Cationic Peptidopolysaccharide Shows Excellent Antimicrobial Efficacy with Good Biocompatibility | AIChE

Cationic Peptidopolysaccharide Shows Excellent Antimicrobial Efficacy with Good Biocompatibility

Authors 

Zheng, H. - Presenter, Nanyang Technological University Singapore
Cationic antimicrobial peptides (AMPs) and polymers are active against many multi-drug resistant (MDR) bacteria but only a limited number of these compounds are in clinical use due to their unselective toxicity. The typical strategy for achieving selective antibacterial efficacy with low mammalian cell toxicity is through balancing the ratio of cationicity to hydrophobicity. Herein, we report a cationic nanoparticle self-assembled from chitosan-graft-oligolysine (CSM5-K5) chains with ultra-low molecular weight (1450 Daltons) that selectively kills bacteria.
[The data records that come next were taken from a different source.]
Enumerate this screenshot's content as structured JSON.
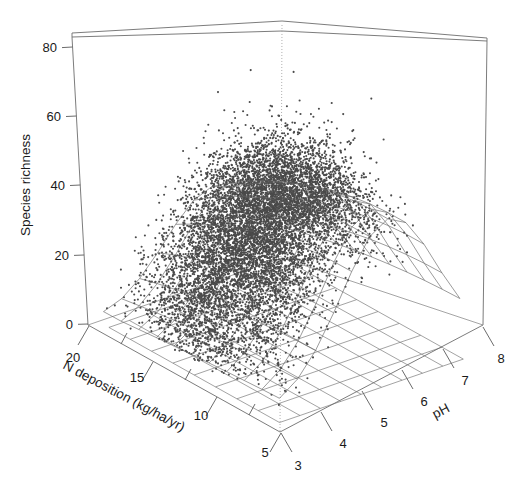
{
  "figure": {
    "type": "3d-scatter-with-surface",
    "background": "#ffffff",
    "point_color": "#4a4a4a",
    "line_color": "#5f5f5f"
  },
  "axes": {
    "z": {
      "name": "Species richness",
      "title": "Species richness",
      "ticks": [
        "0",
        "20",
        "40",
        "60",
        "80"
      ],
      "tick_values": [
        0,
        20,
        40,
        60,
        80
      ],
      "range": [
        -4,
        86
      ],
      "orientation": "vertical-left"
    },
    "x": {
      "name": "N deposition",
      "title": "N deposition (kg/ha/yr)",
      "ticks": [
        "20",
        "15",
        "10",
        "5"
      ],
      "tick_values": [
        20,
        15,
        10,
        5
      ],
      "range": [
        21,
        3
      ],
      "orientation": "bottom-left-receding"
    },
    "y": {
      "name": "pH",
      "title": "pH",
      "ticks": [
        "3",
        "4",
        "5",
        "6",
        "7",
        "8"
      ],
      "tick_values": [
        3,
        4,
        5,
        6,
        7,
        8
      ],
      "range": [
        2.7,
        8.4
      ],
      "orientation": "bottom-right-receding"
    }
  },
  "chart_data": {
    "type": "scatter",
    "title": "",
    "xlabel": "N deposition (kg/ha/yr)",
    "ylabel": "pH",
    "zlabel": "Species richness",
    "x_ticks": [
      20,
      15,
      10,
      5
    ],
    "y_ticks": [
      3,
      4,
      5,
      6,
      7,
      8
    ],
    "z_ticks": [
      0,
      20,
      40,
      60,
      80
    ],
    "xlim": [
      21,
      3
    ],
    "ylim": [
      2.7,
      8.4
    ],
    "zlim": [
      -4,
      86
    ],
    "grid": true,
    "legend": "none",
    "n_points_approx": 9000,
    "point_size_px": 2.1,
    "surface": {
      "description": "fitted response surface mesh over N deposition and pH",
      "peak_species_richness": 48,
      "peak_ph": 6.2,
      "peak_n_deposition": 6,
      "mesh_rows": 11,
      "mesh_cols": 11
    },
    "cloud": {
      "z_median": 20,
      "z_max": 84,
      "z_min": 0,
      "densest_ph": 5.2,
      "densest_n_deposition": 13
    }
  }
}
Further, hydrogen bonding rather than the typical hydrophobic interaction causes the polymer chains to be aggregated together in water into small nanoparticles (with about 37nm hydrodynamic radius) to concentrate the cationic charge of the lysine. When complexed with bacterial membrane, these cationic nanoparticles synergistically cluster anionic membrane lipids and produce greater membrane perturbation and antibacterial effect than would be achievable by the same quantity of charge if dispersed in individual copolymer molecules in solution.